Outside of Beijing, In the western hills, the White Cloud Monastery. The Taoist, the best, the oldest ongoing Taoist monastery still there. They survived all of the generations, all of the decades. All of the centuries. All of the dynasties. Its only competitor were the Mao Shan dynasty of Taoist masters who were outside of Nanjing. Shan means mountain. Mao Shan Taoists. Their lineage comes to Los Angeles in the presence of Master Ni. He's 76th generation Mao Shan. But when the Japanese invaded China in the World War two times, they leveled Nanjing, and they completely leveled the Maoshan Taoist structures so that none of them were left. But the White Cloud Monastery in the western hills outside Beijing was there. And actually, an American got a Taoist confirmation there. The only one, his name was Khigh Dhieghm and you'll recognize him, he was the villain in a lot of motion pictures. He was Wo Fat in Hawaii Five-O. He's my good friend for many years and did the I Ching calendar for many years that was published. And Khigh Dhiegh wrote an 11th wing, a commentary on an exposition of the dynamics of I Ching for now. And it's interesting because it's an 11th wing. The wings are the commentaries. It's like Homer's winged words. It's a language that's raised to the level where it flies off the page and carries you with it because of a, because of a participation with the mystery of nature. The French phrase that Lucien Lévy-Bruhl used, participation mystique. The mystical participation with the mystery of nature brings a Tao capacity into your rationality so that your rationality is no longer limited to an egg crate, an identifiable knowing, but it is wide open to the complete set of the real. Such a person then speaks and hears winged words.

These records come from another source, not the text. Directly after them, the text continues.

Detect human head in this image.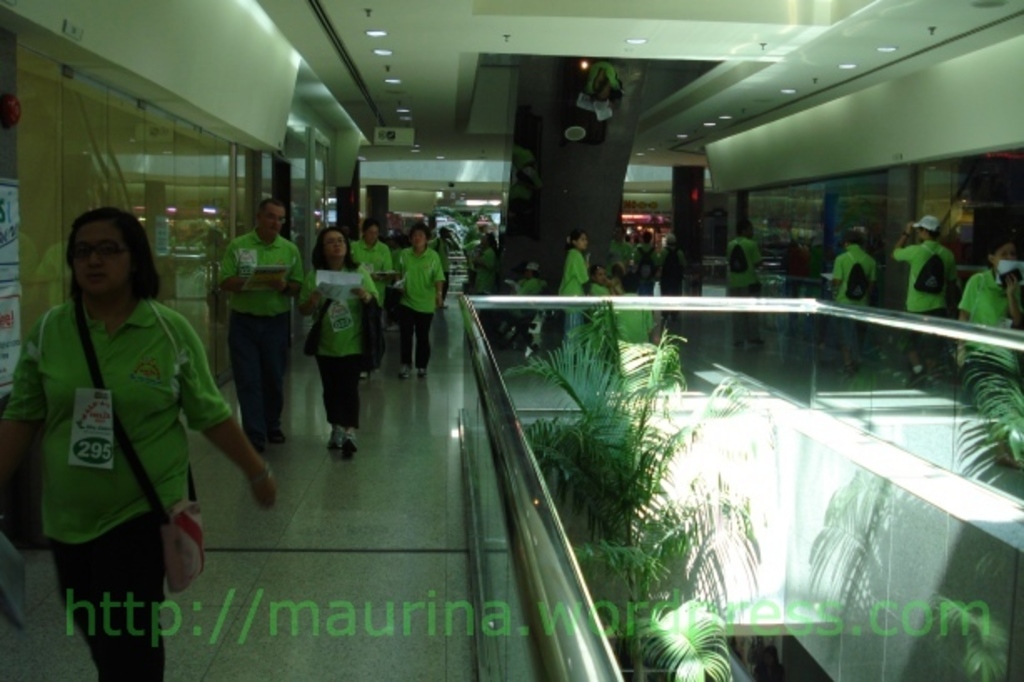
Detection: [x1=589, y1=267, x2=604, y2=287].
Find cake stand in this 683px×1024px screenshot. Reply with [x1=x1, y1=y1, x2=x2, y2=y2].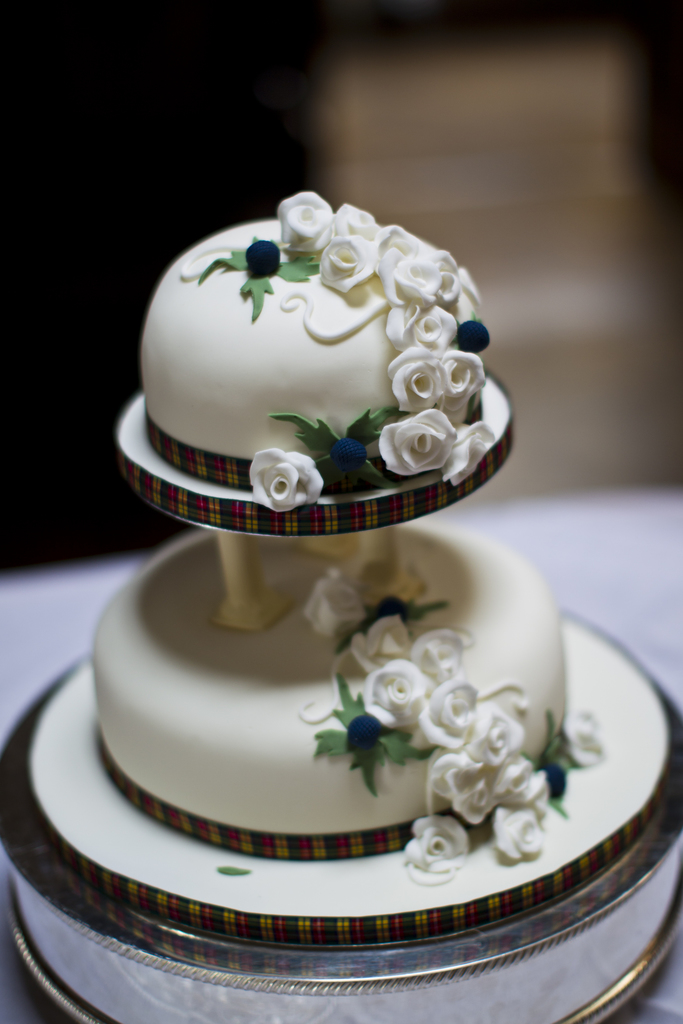
[x1=0, y1=382, x2=682, y2=1023].
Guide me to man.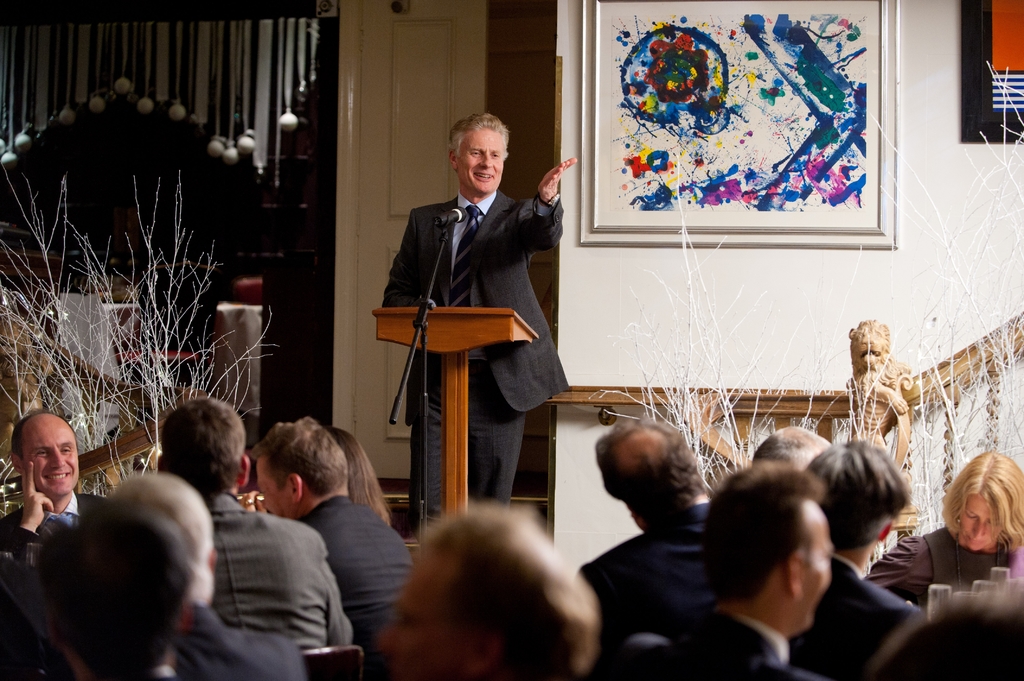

Homer, when he talks about Odysseus coming back to help his son Telemachus, says to his son and the only servant who was faithful to them, the old Emmaus. He said, now when we go into the hall tomorrow, be sure and lock and bolt all the doors from the outside. Until Telemachus says, but, father, there are one hundred and five of them. And Odysseus says to his son, we will have allies. And Telemachus says, father, who? Which allies? He says, father Zeus and Athena will be there. And Telemachus says, father, these are mythic figures. These are myths. Odysseus grabs his son by the throat and says they'll be there. And they were. It's this quality where the presence of the divine is a participation in the mystery of nature, and we must not mistake existence for nature. Existence, as we will find, is a ritual comportment that is founded on forms that hold in what we do, and in processes that continue the relationality, so that what we do links together through these processes and we have not only life, but we have the materia of atoms and molecules and elements and stuff. All of this is difficult enough to appreciate, but it's almost impossible to teach unless one has a cadence that delivers sets of zero and one all the time consistently. Because it's only by the consistency that one learns, almost like in a kinesthetic sense of winged words, to not stay on the page, to come off the page into life. And we will see, that in fact, when language flames into its process, the light and heat and sometimes smoke of that occurrence is what experience is. An experience flames out of existence in just that way, if one takes the arrow and rubs it into its socket, there will be that intensity, that divine passion, that transcendence, that together make that spark of the real happen. And that's what a real education is for. There are many generations and centuries where it's not necessary. It's just something that's really exquisite for the few. But in times like this, where there's nothing left, there's nothing that's ever going to work again. We have to make it all from scratch. And so, we have to learn not only how to cook, but how to hunt again. And that's what's going on here.